Fighter Pilot: The Hero Comes of Age

Fighter Pilot: The Hero Comes of Age

The movies and the fighter pilot were made for each other. The motion-picture concept is generally credited to Thomas Edison in 1889, and he continually improved it through the 1890s into the next century. By the time World War I had begun, crude commercial movies were available, with the first heroes frequently being cowboys with big hats and smoking guns. The controversial (and three-hour-long) movie The Birth of a Nation hit the theaters in 1915 and made millions (back when a million dollars was a lot of money). Although there were aerial snippets here and there, the airplane didn’t make its serious theatrical debut until 1927 with Wings, which won the first Best Picture Oscar ever awarded. It also featured the plotline that would be followed to the present day.

There is a formula that works in this kind of storytelling that predates even the likes of the The Last of the Mohicans (James Fenimore Cooper, 1826), long before airplanes were invented. Stripped to its core, it says that a young warrior challenges the status of an older, more experienced warrior. He screws up but eventually redeems himself through superior combat skills and bravery. Now substitute the word “pilot” for the word “warrior” and you have most of the flying films ever made. The reason the same general plotline is used is because it works.

The basic plot worked in Wings. It worked in The Dawn Patrol (1930) and Hell’s Angels (1930). It worked in a myriad of WW I and II combat films and bled over to films like The Hunters (1958), The Blue Max (1966), The Great Waldo Pepper (1975), and, of course, Top Gun (1986). The last, although scoffed at by “real” fighter pilots, is still to be found in nearly all video libraries in every squadron ready room. Even Star Wars series borrows on the legend of the fighter pilot.

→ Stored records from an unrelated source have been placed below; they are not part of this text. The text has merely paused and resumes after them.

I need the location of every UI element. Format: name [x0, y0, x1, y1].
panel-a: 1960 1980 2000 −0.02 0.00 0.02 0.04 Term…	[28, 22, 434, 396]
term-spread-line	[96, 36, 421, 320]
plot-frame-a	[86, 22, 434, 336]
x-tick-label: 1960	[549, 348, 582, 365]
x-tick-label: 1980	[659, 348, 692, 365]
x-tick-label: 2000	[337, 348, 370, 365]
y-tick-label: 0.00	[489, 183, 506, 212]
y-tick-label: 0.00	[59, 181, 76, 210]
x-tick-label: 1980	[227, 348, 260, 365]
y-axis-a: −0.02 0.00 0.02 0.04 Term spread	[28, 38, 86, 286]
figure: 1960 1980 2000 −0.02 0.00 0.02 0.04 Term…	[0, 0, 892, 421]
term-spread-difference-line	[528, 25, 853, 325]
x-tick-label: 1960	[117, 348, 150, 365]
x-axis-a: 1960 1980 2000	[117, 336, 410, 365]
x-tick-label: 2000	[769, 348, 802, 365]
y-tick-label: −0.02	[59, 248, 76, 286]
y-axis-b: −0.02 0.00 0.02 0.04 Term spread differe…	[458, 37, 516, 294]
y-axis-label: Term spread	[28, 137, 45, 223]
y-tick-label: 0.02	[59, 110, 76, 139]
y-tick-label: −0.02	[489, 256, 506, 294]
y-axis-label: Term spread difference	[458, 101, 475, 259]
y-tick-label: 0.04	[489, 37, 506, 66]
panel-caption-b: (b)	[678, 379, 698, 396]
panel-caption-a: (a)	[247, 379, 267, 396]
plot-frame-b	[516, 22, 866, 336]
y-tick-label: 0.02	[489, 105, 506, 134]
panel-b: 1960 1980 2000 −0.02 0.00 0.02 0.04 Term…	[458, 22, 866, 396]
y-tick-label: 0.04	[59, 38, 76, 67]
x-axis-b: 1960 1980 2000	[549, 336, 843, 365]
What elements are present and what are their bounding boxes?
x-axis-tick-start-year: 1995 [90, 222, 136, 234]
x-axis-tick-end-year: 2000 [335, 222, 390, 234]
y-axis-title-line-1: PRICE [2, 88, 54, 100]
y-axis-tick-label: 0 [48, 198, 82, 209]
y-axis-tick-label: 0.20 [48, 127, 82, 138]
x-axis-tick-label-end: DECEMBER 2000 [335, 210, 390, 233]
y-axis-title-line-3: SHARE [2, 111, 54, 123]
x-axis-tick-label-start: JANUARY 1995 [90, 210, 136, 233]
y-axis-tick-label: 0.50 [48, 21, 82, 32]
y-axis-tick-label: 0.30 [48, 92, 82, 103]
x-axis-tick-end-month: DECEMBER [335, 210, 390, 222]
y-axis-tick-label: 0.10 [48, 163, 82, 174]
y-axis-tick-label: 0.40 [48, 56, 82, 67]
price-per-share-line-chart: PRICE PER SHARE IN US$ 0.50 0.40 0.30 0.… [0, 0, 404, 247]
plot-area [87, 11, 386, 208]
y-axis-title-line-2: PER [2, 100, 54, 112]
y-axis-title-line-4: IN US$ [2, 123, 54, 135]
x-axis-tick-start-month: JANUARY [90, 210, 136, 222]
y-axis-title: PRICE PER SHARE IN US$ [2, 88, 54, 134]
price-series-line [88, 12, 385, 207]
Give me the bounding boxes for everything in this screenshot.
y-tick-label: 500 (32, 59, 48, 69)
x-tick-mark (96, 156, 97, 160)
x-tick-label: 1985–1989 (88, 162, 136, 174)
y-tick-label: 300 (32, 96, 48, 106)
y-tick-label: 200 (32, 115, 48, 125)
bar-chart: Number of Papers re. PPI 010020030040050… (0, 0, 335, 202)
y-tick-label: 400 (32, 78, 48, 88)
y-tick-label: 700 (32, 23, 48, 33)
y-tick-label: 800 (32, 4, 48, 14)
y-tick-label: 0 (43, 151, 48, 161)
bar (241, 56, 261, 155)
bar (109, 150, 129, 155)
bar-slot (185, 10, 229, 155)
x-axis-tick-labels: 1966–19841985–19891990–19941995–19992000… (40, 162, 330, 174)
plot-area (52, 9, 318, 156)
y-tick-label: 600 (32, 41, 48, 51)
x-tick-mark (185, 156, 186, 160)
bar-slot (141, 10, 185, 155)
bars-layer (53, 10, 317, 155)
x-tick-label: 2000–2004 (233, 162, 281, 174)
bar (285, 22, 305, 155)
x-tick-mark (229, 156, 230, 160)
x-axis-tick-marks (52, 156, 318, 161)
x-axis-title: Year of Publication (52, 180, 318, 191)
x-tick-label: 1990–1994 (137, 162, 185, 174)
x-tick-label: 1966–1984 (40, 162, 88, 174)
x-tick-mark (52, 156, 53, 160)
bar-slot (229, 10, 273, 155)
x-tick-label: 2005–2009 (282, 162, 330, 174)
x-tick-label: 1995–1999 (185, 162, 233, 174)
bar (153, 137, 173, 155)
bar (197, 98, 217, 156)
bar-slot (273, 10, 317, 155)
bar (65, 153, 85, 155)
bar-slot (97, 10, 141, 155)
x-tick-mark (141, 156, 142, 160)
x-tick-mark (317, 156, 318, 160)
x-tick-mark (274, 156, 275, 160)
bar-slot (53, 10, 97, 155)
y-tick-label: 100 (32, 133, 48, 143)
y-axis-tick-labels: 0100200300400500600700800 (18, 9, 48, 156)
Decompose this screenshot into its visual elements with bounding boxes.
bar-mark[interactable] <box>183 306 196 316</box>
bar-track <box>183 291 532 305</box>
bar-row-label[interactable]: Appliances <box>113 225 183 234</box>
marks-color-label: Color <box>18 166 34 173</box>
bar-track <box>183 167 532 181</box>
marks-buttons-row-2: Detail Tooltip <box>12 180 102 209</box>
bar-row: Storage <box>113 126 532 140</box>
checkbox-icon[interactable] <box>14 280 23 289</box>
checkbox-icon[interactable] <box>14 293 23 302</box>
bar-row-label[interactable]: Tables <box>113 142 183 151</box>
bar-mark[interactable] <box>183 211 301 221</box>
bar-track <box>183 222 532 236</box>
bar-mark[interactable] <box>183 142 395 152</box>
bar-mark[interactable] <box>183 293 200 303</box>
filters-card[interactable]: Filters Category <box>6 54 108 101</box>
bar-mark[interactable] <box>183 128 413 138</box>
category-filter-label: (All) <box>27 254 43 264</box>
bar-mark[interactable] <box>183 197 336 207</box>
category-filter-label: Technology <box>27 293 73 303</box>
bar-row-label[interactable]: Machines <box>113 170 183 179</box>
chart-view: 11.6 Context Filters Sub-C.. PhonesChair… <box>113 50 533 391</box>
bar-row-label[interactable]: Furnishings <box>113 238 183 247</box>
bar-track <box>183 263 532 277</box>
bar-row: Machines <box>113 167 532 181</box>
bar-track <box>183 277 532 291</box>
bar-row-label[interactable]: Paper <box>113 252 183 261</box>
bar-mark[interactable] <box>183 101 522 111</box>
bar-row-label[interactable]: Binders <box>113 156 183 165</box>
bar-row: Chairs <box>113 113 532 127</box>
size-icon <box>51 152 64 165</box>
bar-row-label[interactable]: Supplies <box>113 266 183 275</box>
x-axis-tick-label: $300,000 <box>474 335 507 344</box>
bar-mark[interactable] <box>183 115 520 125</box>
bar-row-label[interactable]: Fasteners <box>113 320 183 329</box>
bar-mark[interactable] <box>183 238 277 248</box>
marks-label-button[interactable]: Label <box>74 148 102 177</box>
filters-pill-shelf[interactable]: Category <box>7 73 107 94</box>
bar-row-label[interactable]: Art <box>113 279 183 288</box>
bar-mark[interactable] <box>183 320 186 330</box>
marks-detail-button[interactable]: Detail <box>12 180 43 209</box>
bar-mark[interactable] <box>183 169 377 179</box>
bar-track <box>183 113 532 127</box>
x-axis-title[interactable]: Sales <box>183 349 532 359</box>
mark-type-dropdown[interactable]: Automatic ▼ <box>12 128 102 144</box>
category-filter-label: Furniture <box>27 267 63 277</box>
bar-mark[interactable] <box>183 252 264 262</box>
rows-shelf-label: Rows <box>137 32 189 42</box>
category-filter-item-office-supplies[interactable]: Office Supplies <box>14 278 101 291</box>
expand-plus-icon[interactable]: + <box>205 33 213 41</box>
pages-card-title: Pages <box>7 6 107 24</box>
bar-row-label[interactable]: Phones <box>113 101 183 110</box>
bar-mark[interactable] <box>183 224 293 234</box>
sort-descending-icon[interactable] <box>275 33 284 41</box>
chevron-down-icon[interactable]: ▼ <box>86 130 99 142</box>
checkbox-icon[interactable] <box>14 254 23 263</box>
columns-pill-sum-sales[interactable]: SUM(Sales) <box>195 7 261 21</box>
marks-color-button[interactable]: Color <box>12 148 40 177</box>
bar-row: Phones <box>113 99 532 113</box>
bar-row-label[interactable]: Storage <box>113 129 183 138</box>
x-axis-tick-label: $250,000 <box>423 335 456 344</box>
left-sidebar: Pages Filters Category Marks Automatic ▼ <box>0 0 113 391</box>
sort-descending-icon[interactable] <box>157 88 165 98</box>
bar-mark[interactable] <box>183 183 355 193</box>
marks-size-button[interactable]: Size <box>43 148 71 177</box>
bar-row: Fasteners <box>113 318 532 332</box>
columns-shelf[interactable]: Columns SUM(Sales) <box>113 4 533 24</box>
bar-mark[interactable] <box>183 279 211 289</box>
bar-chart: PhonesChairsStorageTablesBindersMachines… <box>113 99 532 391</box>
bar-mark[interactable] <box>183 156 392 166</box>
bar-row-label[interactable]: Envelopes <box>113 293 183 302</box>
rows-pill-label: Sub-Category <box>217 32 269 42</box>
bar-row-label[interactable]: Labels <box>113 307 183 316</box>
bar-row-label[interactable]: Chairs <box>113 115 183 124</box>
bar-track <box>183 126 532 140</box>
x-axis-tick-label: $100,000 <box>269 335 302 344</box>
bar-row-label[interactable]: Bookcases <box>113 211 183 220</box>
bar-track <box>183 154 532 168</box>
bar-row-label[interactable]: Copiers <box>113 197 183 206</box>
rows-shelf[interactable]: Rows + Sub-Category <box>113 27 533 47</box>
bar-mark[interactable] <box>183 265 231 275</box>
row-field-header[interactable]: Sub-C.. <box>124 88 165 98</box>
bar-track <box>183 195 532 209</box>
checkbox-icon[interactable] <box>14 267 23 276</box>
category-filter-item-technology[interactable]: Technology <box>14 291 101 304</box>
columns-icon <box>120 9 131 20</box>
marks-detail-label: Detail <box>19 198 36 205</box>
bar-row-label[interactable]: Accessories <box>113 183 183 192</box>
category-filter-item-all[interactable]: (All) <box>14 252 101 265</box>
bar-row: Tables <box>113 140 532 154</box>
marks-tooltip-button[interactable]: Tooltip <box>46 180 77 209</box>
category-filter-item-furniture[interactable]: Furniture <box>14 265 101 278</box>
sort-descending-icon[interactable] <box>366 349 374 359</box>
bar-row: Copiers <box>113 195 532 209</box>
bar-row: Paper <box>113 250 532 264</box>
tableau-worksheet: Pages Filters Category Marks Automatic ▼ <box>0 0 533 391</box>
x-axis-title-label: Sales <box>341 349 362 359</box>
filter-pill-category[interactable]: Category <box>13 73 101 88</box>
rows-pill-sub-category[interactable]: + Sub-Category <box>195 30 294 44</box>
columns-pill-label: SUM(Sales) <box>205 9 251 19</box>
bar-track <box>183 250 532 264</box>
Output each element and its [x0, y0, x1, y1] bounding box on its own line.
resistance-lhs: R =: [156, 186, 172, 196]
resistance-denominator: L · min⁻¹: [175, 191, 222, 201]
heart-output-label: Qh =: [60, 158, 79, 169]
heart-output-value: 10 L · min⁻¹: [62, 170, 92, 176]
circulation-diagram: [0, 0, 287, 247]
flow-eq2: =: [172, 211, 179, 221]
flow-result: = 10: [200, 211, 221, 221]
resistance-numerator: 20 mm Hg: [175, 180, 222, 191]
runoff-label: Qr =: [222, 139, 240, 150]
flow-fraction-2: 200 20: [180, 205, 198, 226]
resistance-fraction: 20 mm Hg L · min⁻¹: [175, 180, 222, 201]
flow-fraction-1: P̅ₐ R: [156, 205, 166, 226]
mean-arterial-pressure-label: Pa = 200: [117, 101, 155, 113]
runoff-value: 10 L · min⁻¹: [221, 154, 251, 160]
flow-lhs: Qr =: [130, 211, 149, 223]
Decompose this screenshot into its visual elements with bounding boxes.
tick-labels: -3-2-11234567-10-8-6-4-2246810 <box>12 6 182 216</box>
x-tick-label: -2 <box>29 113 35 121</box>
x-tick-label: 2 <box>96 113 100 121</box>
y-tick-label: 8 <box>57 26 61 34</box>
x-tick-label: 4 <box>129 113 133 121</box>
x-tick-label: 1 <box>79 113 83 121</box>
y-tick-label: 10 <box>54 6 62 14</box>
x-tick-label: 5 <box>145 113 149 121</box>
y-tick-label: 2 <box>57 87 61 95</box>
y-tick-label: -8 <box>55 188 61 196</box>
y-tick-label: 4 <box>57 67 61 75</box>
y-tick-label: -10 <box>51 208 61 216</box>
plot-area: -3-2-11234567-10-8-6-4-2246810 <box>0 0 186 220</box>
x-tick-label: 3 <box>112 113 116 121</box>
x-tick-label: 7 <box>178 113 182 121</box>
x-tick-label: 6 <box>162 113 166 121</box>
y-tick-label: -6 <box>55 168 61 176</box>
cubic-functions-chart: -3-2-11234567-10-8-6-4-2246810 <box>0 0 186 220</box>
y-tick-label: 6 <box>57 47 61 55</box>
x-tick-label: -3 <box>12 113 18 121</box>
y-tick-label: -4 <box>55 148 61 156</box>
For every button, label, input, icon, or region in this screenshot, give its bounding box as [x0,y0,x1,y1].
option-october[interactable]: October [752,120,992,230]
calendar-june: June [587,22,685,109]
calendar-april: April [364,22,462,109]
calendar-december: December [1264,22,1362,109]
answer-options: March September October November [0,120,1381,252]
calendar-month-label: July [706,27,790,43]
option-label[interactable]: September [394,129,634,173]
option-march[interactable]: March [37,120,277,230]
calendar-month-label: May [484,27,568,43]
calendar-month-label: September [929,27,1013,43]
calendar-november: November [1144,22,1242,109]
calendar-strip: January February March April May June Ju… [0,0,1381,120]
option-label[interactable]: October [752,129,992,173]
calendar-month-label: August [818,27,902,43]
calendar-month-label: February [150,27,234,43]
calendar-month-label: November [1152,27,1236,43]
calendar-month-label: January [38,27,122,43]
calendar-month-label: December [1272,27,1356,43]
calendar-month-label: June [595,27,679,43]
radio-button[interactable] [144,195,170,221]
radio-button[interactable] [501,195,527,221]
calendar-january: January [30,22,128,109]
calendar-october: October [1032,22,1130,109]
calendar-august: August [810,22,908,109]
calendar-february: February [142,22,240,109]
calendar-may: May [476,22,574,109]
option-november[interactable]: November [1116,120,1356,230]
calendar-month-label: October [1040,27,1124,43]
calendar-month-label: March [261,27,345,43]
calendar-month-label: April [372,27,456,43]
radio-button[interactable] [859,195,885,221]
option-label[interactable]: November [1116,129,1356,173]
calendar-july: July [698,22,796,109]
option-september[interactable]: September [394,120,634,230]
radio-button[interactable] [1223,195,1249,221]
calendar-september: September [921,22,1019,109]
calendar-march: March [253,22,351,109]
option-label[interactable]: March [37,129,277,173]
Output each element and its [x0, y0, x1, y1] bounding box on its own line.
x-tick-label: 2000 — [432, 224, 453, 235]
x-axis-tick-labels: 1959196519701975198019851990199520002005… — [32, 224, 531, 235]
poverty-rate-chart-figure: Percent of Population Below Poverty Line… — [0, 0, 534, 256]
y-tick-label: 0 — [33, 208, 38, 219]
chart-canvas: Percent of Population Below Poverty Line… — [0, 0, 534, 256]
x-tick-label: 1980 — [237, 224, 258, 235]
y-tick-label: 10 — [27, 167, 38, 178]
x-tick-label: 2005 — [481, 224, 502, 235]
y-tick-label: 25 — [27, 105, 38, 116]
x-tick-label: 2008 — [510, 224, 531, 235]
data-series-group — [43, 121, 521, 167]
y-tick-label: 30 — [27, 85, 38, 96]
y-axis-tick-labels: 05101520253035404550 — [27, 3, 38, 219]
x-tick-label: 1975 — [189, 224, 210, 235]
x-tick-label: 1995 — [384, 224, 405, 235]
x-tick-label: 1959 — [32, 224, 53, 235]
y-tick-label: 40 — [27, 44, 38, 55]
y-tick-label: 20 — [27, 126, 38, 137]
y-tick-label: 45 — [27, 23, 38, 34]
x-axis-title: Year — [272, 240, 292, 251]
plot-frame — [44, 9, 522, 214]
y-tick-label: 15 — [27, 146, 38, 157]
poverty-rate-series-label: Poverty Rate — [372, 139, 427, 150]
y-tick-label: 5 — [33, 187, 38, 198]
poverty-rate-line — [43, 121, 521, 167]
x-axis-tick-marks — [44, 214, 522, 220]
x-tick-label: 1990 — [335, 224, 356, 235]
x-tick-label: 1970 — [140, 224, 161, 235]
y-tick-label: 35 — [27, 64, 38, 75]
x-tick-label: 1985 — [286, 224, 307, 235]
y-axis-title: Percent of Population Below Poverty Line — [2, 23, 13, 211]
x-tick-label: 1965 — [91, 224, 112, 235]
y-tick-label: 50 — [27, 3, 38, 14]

There’s a reason for the popularity of the much-denigrated Top Gun with the pilots it pretends to portray but doesn’t. Fighter pilots, who are often above average in intelligence, are also self-aware. They know for a fact that not every guy out there is routinely breaking the sound barrier. Or challenging the laws of physics to land on an aircraft carrier. Or volunteering not only to put themselves in the danger zone that surrounds anything that is fast and complex but also to willingly (eagerly, actually) put themselves to the ultimate test represented by combat. There are few things in life where a man (or woman) has as much skin in the game as a fighter or attack pilot does. And when no longer in the cockpit, there is no phase of life that stays with an individual as thoroughly as having been a fighter pilot. Just as there are no such things as ex-parents or ex-Marines, there are no such things as ex-fighter pilots. It stays with them forever.

More important, although movies invariably inflate the fighter-pilot image to Hollywood proportions, a goodly portion of it is true. And audiences sense that. Even little kids sense the differences, even though they don’t know exactly why. They seem to know an out-of-the-ordinary personage when they see one. This has been true for 100 years and isn’t likely to change.

So here’s to the fighter pilot. It’s the role every youngster wants to grow up to play. And the role every one wishes they had played. As the saying within the community goes, “It’s far better to be a used-to-be than a never-been.”

By Budd Davisson

 

Aviation History | History of Flight | Aviation History Articles, Warbirds, Bombers, Trainers, Pilots | Fighter Pilot: The Hero Comes of Age

Don Blakeslee first flew with the Royal Canadian Air Force and Royal Air Force Eagle Squadrons. When the Eagles became the Fourth Fighter Group in the United States Army Air Forces (USAAF), he made their first P-47 kill. Blakeslee led a campaign to convert all Eighth AF groups to the Mustang. He was grounded to protect his experience as an AAF asset. He accumulated 14 1/2 aerial victories, flew 500+ missions, and logged more than 1,000 combat hours. (Photo courtesy of Stan Piet)

 

 

Updated: May 13, 2020 — 10:04 AM

2 Comments

  1. Don Blakeslee was one of my heros growing up in the 60’s,I read ” Great American fighter pilots of World War 2″ as soon as school began every year.i flew as soon as I had the scratch when I was 17 and attended Southern Illinois University enrolling in AVTECH, fueled aircraft and emptied lavs, loved every min. of it after school. In 1975 I entered the USN AOC program and in Jan of 77 reported to F-4 replacement squadron VF-101. One year later I sailed with CAG-17 in USS FORRESTAL as a proud member of VF-11 the RED RIPPERS, two long Med cruises later I had 295 “traps” (100 at night), and came ashore to join the “Challengers” of VF-43 (east coast adversaries) flying the A-4E, Super F, T-38B, and F-5E. All my dreams fulfilled ( minus the 5 Migs!). Then 28 years flying for FEDEX the last 15 as an MD-11 Capt internationally, thank God for THE DREAM and good fortune, a happy retiree flying a Boeing Stearman off a beautiful grass strip in north Texas! v/r Swoose Hertel

    1. It proves that dreams can come true if you work hard enough for them. Thumbs up for the A4 Scooter!